I missed the eclipse last night due to a somewhat dis-associative bought of confusion when my alarm went off at 2am. I couldn’t get my bearing on where I was, who I was, when it was, why I was confused about these things… it went on for a good minute (which felt like an eternity). I woke up about two hours later with a complete comprehension of what had happened and that I’d missed the reason my alarm had gone off in the first place.
When I got up this morning I made the observation that this “eclipse” effect is somewhat how I process information.
I watched Slavoj Žižek: The Reality of the Virtual on Netflix’s instant stream on Sunday. Reading Žižek is anything but easy and he is only slightly more understandable in conversation – however, that tiny gap makes all the difference in the world but it just took a couple of days for me to make sense of everything.

Despite copious notes (of which I’ve always been fond) I only felt like I understood what was being said on a superficial surface level. Yet, somehow between yesterday and today everything sort of clicked and now I can’t stop thinking of some of the major points of the lecture.
The most interesting theory, which is a direct synthesis of Freudian thought, was the idea that antagonism is not necessarily a symptom of modernity, it’s simply an imbalance that’s already inherently there – we just compensate for our feelings of alienation by attributing them to external stimuli.
I think that this theory resonates with me a great deal because I believe my personal sense of imbalance stems, not from specific traumatic events, but from an actualization of the imbalance itself.
The real power of the symbolic can only be real if it remains symbolic.
There is something very cathartic in recognition of this type; it sets a part of you free, like a sigh, in a way that can’t be explained. It’s as though your consciousness is eclipsed for a moment by a glimpse of a larger consciousness.
Žižek uses Donald Rumsfeld’s “things we don’t know we don’t know” speech as an example of the way we consciously interact with our subconscious: there are known knowns, there are known unknowns, and there are unknown unknowns. Žižek believes that there needs to be a fourth thing added to Rumsfeld’s list: the unknown knowns. My recognition is a realization of an unknown known – I’ve always known that this is true, I just didn’t know I knew it until recently.
My artwork is an investigation of my personal feelings of imbalance within my environment – it affects my relationship with other people, nature, and even with myself. My anxiety is simply a result of my inability to control things outside of my control. Because this imbalance is something that society is experiencing as a whole my work functions on a symbolic narrative level and as a virtual texture that exists below the surface narrative level.
I’m excited by the new thoughts that are floating around in my head. I have much to think about.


WHAT YOU SHOULD DO: Here the job is to copy the data exactly and to exclude every image from it.

Stored entries:
________________________________________

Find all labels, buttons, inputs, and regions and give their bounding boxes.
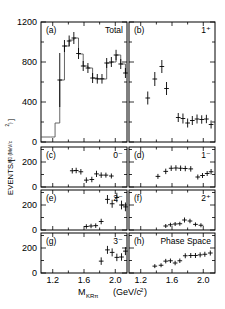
- panel-h: (h)Phase Space: [129, 233, 215, 273]
- data-point: [86, 63, 91, 73]
- x-tick-label: 2.0: [197, 275, 210, 285]
- y-tick-label: 200: [22, 200, 37, 210]
- panel-tag: (a): [46, 25, 57, 35]
- y-tick-label: 400: [22, 97, 37, 107]
- data-point: [204, 115, 209, 123]
- data-point: [95, 74, 100, 84]
- data-point: [105, 195, 110, 204]
- y-tick-label: 0: [32, 182, 37, 192]
- data-point: [163, 224, 168, 228]
- y-tick-label: 200: [22, 157, 37, 167]
- data-point: [67, 36, 72, 47]
- data-point: [104, 58, 109, 68]
- y-tick-label: 0: [32, 225, 37, 235]
- data-point: [100, 74, 105, 84]
- data-point: [188, 253, 193, 258]
- panel-a: 04008001200(a)Total: [17, 17, 128, 147]
- data-point: [104, 173, 109, 178]
- data-point: [163, 169, 168, 175]
- y-tick-label: 0: [32, 268, 37, 278]
- panel-e: 0200(e)2⁻: [22, 190, 128, 235]
- data-point: [159, 263, 164, 267]
- y-tick-label: 800: [22, 57, 37, 67]
- x-tick-label: 1.2: [46, 275, 59, 285]
- data-point: [177, 222, 182, 226]
- histogram-outline: [41, 38, 127, 137]
- data-point: [71, 32, 76, 44]
- data-point: [145, 92, 150, 105]
- panel-tag: (f): [134, 193, 142, 203]
- data-point: [183, 253, 188, 258]
- x-axis-title: MKRπ(GeV/c2): [78, 287, 147, 299]
- y-axis-title-part-0: EVENTS/[: [6, 159, 15, 195]
- x-axis-title-M: M: [78, 287, 86, 297]
- panel-title: Phase Space: [160, 236, 211, 246]
- data-point: [62, 40, 67, 52]
- physics-figure: 04008001200(a)Total(b)1⁺0200(c)0⁻(d)1⁻02…: [0, 0, 225, 309]
- panel-tag: (h): [134, 236, 145, 246]
- data-point: [199, 223, 204, 227]
- data-point: [164, 82, 169, 95]
- data-point: [188, 166, 193, 172]
- data-point: [84, 177, 89, 183]
- panel-frame: [41, 22, 127, 142]
- panel-title: 2⁻: [113, 193, 123, 203]
- panel-tag: (b): [134, 25, 145, 35]
- data-point: [81, 61, 86, 71]
- y-axis-title-part-1: 60 (MeV/c: [8, 140, 13, 162]
- panel-title: 3⁻: [113, 236, 123, 246]
- data-point: [195, 175, 200, 180]
- y-tick-label: 1200: [17, 17, 37, 27]
- panel-b: (b)1⁺: [129, 22, 215, 142]
- data-point: [105, 246, 110, 254]
- panel-g: 0200(g)3⁻: [22, 233, 128, 278]
- panel-tag: (d): [134, 150, 145, 160]
- data-point: [84, 224, 89, 229]
- data-point: [178, 166, 183, 172]
- data-point: [79, 169, 84, 175]
- panel-tag: (e): [46, 193, 57, 203]
- data-point: [188, 219, 193, 224]
- data-point: [163, 259, 168, 264]
- data-point: [89, 224, 94, 229]
- x-tick-label: 2.0: [109, 275, 122, 285]
- data-point: [183, 166, 188, 172]
- data-point: [76, 48, 81, 59]
- panel-c: 0200(c)0⁻: [22, 147, 127, 192]
- data-point: [208, 251, 213, 256]
- panel-d: (d)1⁻: [129, 147, 215, 187]
- data-point: [118, 59, 123, 69]
- data-point: [198, 252, 203, 257]
- y-axis-title: EVENTS/[60 (MeV/c2)]: [5, 119, 15, 195]
- panel-title: 0⁻: [113, 150, 123, 160]
- x-axis-title-units-close: ): [144, 287, 147, 297]
- data-point: [109, 57, 114, 67]
- data-point: [176, 113, 181, 122]
- data-point: [90, 73, 95, 83]
- data-point: [159, 60, 164, 73]
- data-point: [200, 173, 205, 178]
- x-axis-title-units: (GeV/c: [113, 287, 142, 297]
- data-point: [110, 248, 115, 256]
- panel-title: 1⁺: [201, 25, 211, 35]
- data-point: [94, 171, 99, 177]
- panel-title: Total: [105, 25, 123, 35]
- data-point: [195, 115, 200, 124]
- panel-frame: [129, 22, 215, 142]
- multi-panel-plot: 04008001200(a)Total(b)1⁺0200(c)0⁻(d)1⁻02…: [0, 0, 225, 309]
- data-point: [182, 218, 187, 223]
- data-point: [190, 116, 195, 125]
- x-tick-label: 1.6: [78, 275, 91, 285]
- data-point: [169, 166, 174, 172]
- data-point: [57, 53, 62, 107]
- data-point: [119, 253, 124, 261]
- panel-f: (f)2⁺: [129, 190, 215, 230]
- data-point: [177, 259, 182, 264]
- panel-tag: (g): [46, 236, 57, 246]
- y-tick-label: 0: [32, 137, 37, 147]
- data-point: [89, 177, 94, 183]
- data-point: [93, 223, 98, 228]
- y-tick-label: 200: [22, 243, 37, 253]
- data-point: [199, 115, 204, 123]
- data-point: [152, 264, 157, 268]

________________________________________

EXERCISE RESPONSE:
Find all labels, buttons, inputs, and regions and give their bounding boxes.
- panel-h: (h)Phase Space: [129, 233, 215, 273]
- data-point: [86, 63, 91, 73]
- x-tick-label: 2.0: [197, 275, 210, 285]
- y-tick-label: 200: [22, 200, 37, 210]
- panel-tag: (a): [46, 25, 57, 35]
- y-tick-label: 400: [22, 97, 37, 107]
- data-point: [204, 115, 209, 123]
- data-point: [95, 74, 100, 84]
- data-point: [105, 195, 110, 204]
- y-tick-label: 0: [32, 182, 37, 192]
- data-point: [163, 224, 168, 228]
- y-tick-label: 200: [22, 157, 37, 167]
- data-point: [67, 36, 72, 47]
- data-point: [104, 58, 109, 68]
- y-tick-label: 0: [32, 225, 37, 235]
- data-point: [100, 74, 105, 84]
- data-point: [188, 253, 193, 258]
- panel-a: 04008001200(a)Total: [17, 17, 128, 147]
- data-point: [104, 173, 109, 178]
- data-point: [163, 169, 168, 175]
- y-tick-label: 0: [32, 268, 37, 278]
- panel-e: 0200(e)2⁻: [22, 190, 128, 235]
- data-point: [159, 263, 164, 267]
- y-tick-label: 800: [22, 57, 37, 67]
- x-tick-label: 1.2: [46, 275, 59, 285]
- data-point: [177, 222, 182, 226]
- histogram-outline: [41, 38, 127, 137]
- data-point: [71, 32, 76, 44]
- data-point: [145, 92, 150, 105]
- panel-tag: (f): [134, 193, 142, 203]
- data-point: [183, 253, 188, 258]
- x-axis-title: MKRπ(GeV/c2): [78, 287, 147, 299]
- y-axis-title-part-0: EVENTS/[: [6, 159, 15, 195]
- x-axis-title-M: M: [78, 287, 86, 297]
- panel-title: Phase Space: [160, 236, 211, 246]
- data-point: [62, 40, 67, 52]
- physics-figure: 04008001200(a)Total(b)1⁺0200(c)0⁻(d)1⁻02…: [0, 0, 225, 309]
- panel-tag: (h): [134, 236, 145, 246]
- data-point: [199, 223, 204, 227]
- data-point: [164, 82, 169, 95]
- data-point: [188, 166, 193, 172]
- data-point: [84, 177, 89, 183]
- panel-frame: [41, 22, 127, 142]
- panel-title: 2⁻: [113, 193, 123, 203]
- panel-tag: (b): [134, 25, 145, 35]
- data-point: [81, 61, 86, 71]
- y-axis-title-part-1: 60 (MeV/c: [8, 140, 13, 162]
- panel-title: 3⁻: [113, 236, 123, 246]
- data-point: [195, 175, 200, 180]
- y-tick-label: 1200: [17, 17, 37, 27]
- panel-b: (b)1⁺: [129, 22, 215, 142]
- data-point: [105, 246, 110, 254]
- panel-g: 0200(g)3⁻: [22, 233, 128, 278]
- panel-tag: (d): [134, 150, 145, 160]
- data-point: [84, 224, 89, 229]
- data-point: [178, 166, 183, 172]
- data-point: [79, 169, 84, 175]
- panel-tag: (e): [46, 193, 57, 203]
- data-point: [188, 219, 193, 224]
- data-point: [163, 259, 168, 264]
- data-point: [89, 224, 94, 229]
- x-tick-label: 2.0: [109, 275, 122, 285]
- data-point: [183, 166, 188, 172]
- data-point: [76, 48, 81, 59]
- panel-c: 0200(c)0⁻: [22, 147, 127, 192]
- data-point: [208, 251, 213, 256]
- panel-d: (d)1⁻: [129, 147, 215, 187]
- data-point: [118, 59, 123, 69]
- data-point: [198, 252, 203, 257]
- y-axis-title: EVENTS/[60 (MeV/c2)]: [5, 119, 15, 195]
- panel-title: 0⁻: [113, 150, 123, 160]
- x-axis-title-units-close: ): [144, 287, 147, 297]
- data-point: [109, 57, 114, 67]
- data-point: [176, 113, 181, 122]
- data-point: [90, 73, 95, 83]
- data-point: [159, 60, 164, 73]
- data-point: [200, 173, 205, 178]
- x-axis-title-units: (GeV/c: [113, 287, 142, 297]
- data-point: [110, 248, 115, 256]
- panel-title: 1⁺: [201, 25, 211, 35]
- data-point: [94, 171, 99, 177]
- panel-title: Total: [105, 25, 123, 35]
- data-point: [195, 115, 200, 124]
- panel-frame: [129, 22, 215, 142]
- multi-panel-plot: 04008001200(a)Total(b)1⁺0200(c)0⁻(d)1⁻02…: [0, 0, 225, 309]
- data-point: [182, 218, 187, 223]
- data-point: [190, 116, 195, 125]
- x-tick-label: 1.6: [78, 275, 91, 285]
- data-point: [169, 166, 174, 172]
- data-point: [57, 53, 62, 107]
- data-point: [119, 253, 124, 261]
- panel-f: (f)2⁺: [129, 190, 215, 230]
- data-point: [177, 259, 182, 264]
- panel-tag: (g): [46, 236, 57, 246]
- y-tick-label: 0: [32, 137, 37, 147]
- data-point: [89, 177, 94, 183]
- data-point: [93, 223, 98, 228]
- y-tick-label: 200: [22, 243, 37, 253]
- data-point: [199, 115, 204, 123]
- data-point: [152, 264, 157, 268]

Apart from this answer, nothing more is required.